Overview of Preventative Maintenance
Maintenance strategies based on “prediction of failure” have always been the goal of reliability teams tasked with reducing unplanned downtime and overall maintenance costs. In fact, nearly every industry has assets where unplanned downtime is either catastrophic or extremely expensive. For these scenarios, the traditional response of reliability teams has been to build mean-time-to-failure models whereby past failures of similar assets in similar production modes are compiled into a statistical model. Based on the risk of failure of critical components and the severity of each failure a preventive maintenance (PM) schedule is put in place to direct maintenance teams to replace or refurbish those components at regular intervals. If you’re reading this blog, you likely know the shortcomings of preventive maintenance schedules.
Shortcoming of Preventative Maintenance
- Lack of Failure Mode Data: For failure mode data to be useful, the data points must be numerous and comparable. Many high-value assets rarely fail which means very little failure mode data is available which decreases the accuracy of the model. Failure mode data points must also be comparable (same asset type, same production mode, same environmental conditions) and this is also unlikely.

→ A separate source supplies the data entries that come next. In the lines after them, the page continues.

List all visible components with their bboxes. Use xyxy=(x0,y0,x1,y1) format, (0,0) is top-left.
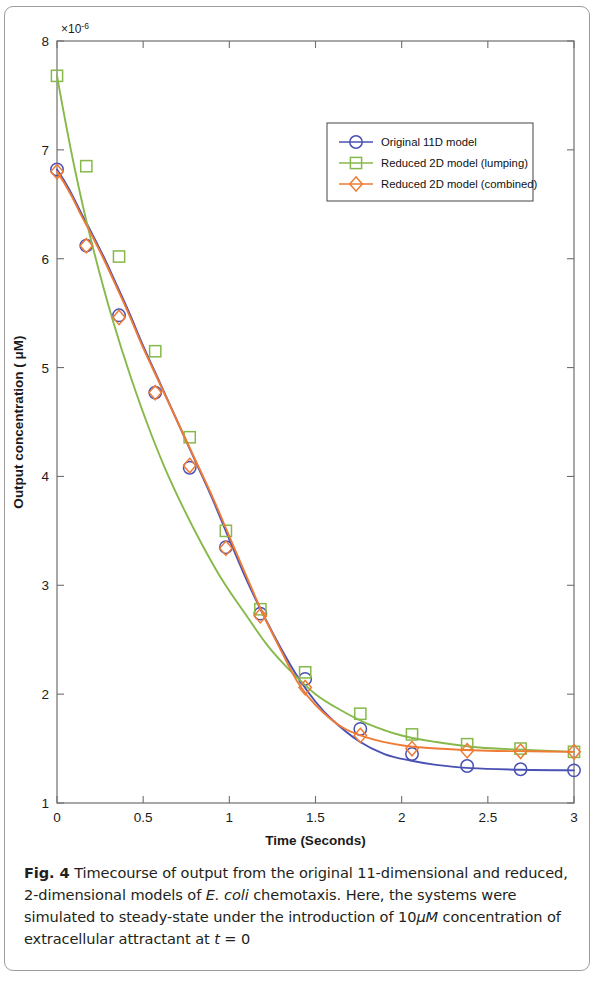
plot-area: 00.511.522.5312345678×10-6Time (Seconds)… xyxy=(5,7,591,853)
series-line xyxy=(57,172,574,752)
data-marker xyxy=(81,161,92,172)
series-line xyxy=(57,169,574,770)
caption-part-4: = 0 xyxy=(220,930,250,947)
y-tick-label: 8 xyxy=(41,34,49,49)
data-marker xyxy=(150,346,161,357)
x-tick-label: 0.5 xyxy=(134,810,153,825)
legend-box[interactable]: Original 11D modelReduced 2D model (lump… xyxy=(327,123,538,201)
y-tick-label: 4 xyxy=(41,469,49,484)
y-tick-label: 6 xyxy=(41,252,49,267)
x-tick-label: 2 xyxy=(398,810,406,825)
y-tick-label: 5 xyxy=(41,361,49,376)
x-axis-title: Time (Seconds) xyxy=(265,833,365,848)
legend-entry[interactable]: Original 11D model xyxy=(339,136,477,148)
figure-card: 00.511.522.5312345678×10-6Time (Seconds)… xyxy=(4,6,590,971)
legend-label: Original 11D model xyxy=(381,136,477,148)
data-marker xyxy=(461,760,473,772)
x-tick-label: 2.5 xyxy=(478,810,497,825)
x-tick-label: 1 xyxy=(226,810,234,825)
series-circle xyxy=(51,163,580,776)
data-marker xyxy=(406,741,418,755)
caption-italic-ecoli: E. coli xyxy=(206,886,249,903)
legend-label: Reduced 2D model (combined) xyxy=(381,178,538,190)
data-marker xyxy=(113,310,125,324)
x-tick-label: 0 xyxy=(53,810,61,825)
x-tick-label: 3 xyxy=(570,810,578,825)
legend-label: Reduced 2D model (lumping) xyxy=(381,157,528,169)
y-axis-title: Output concentration ( μM) xyxy=(11,335,26,508)
y-tick-label: 3 xyxy=(41,578,49,593)
x-tick-label: 1.5 xyxy=(306,810,325,825)
chart-canvas: 00.511.522.5312345678×10-6Time (Seconds)… xyxy=(5,7,591,853)
y-axis-exponent: ×10-6 xyxy=(61,21,89,36)
y-tick-label: 2 xyxy=(41,687,49,702)
figure-label: Fig. 4 xyxy=(24,864,70,881)
data-marker xyxy=(113,251,124,262)
y-tick-label: 7 xyxy=(41,143,49,158)
figure-caption: Fig. 4 Timecourse of output from the ori… xyxy=(24,862,576,950)
data-marker xyxy=(299,673,311,685)
series-diamond xyxy=(51,164,580,759)
y-tick-label: 1 xyxy=(41,796,49,811)
data-marker xyxy=(149,386,161,398)
caption-italic-um: μM xyxy=(416,908,438,925)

- Needless Maintenance Cycles: When a PM schedule is put into practice, it is well known that components are being replaced far in advance of their useful life cycle. This needlessly increases maintenance costs and burdens maintenance teams who must perform the work.
- Staff Shortages: A recent study by the United States census bureau found that nearly one-fourth of the manufacturing workforce is age 55 or older and a global shortage of skilled labor means the days of reliability engineers single handedly keeping a site running are coming to an end.
- Unexpected Failures: Even when a PM schedule has been developed and is being followed, it is well known that unexpected failures still occur.
- Asset Failure Models Rarely Work: A comprehensive study by NASA showed that 82% of assets display a random failure pattern. This means that only 18% of assets display a failure pattern that is amenable to models based on hours or cycles of operation.
Conclusion
As reliability teams began to understand the obvious shortcomings of preventive maintenance, the advancements in IoT and the ability to install industrial sensors on every asset offered a new data-driven approach. The new data-driven approach finally solved the problem that everyone knew for decades: that each asset is different. With the introduction of real-time data, reliability teams could at last begin tailoring their maintenance strategy for each individual asset.
A few years later, with the data renaissance no longer in its infancy and databases starting to fill, reliability teams were surprised that they were no closer to the promised 100% uptime. We’ll discuss the reasons for this and more in the next blog, Unrealized Potential: Why pervasive sensing has been so disappointing.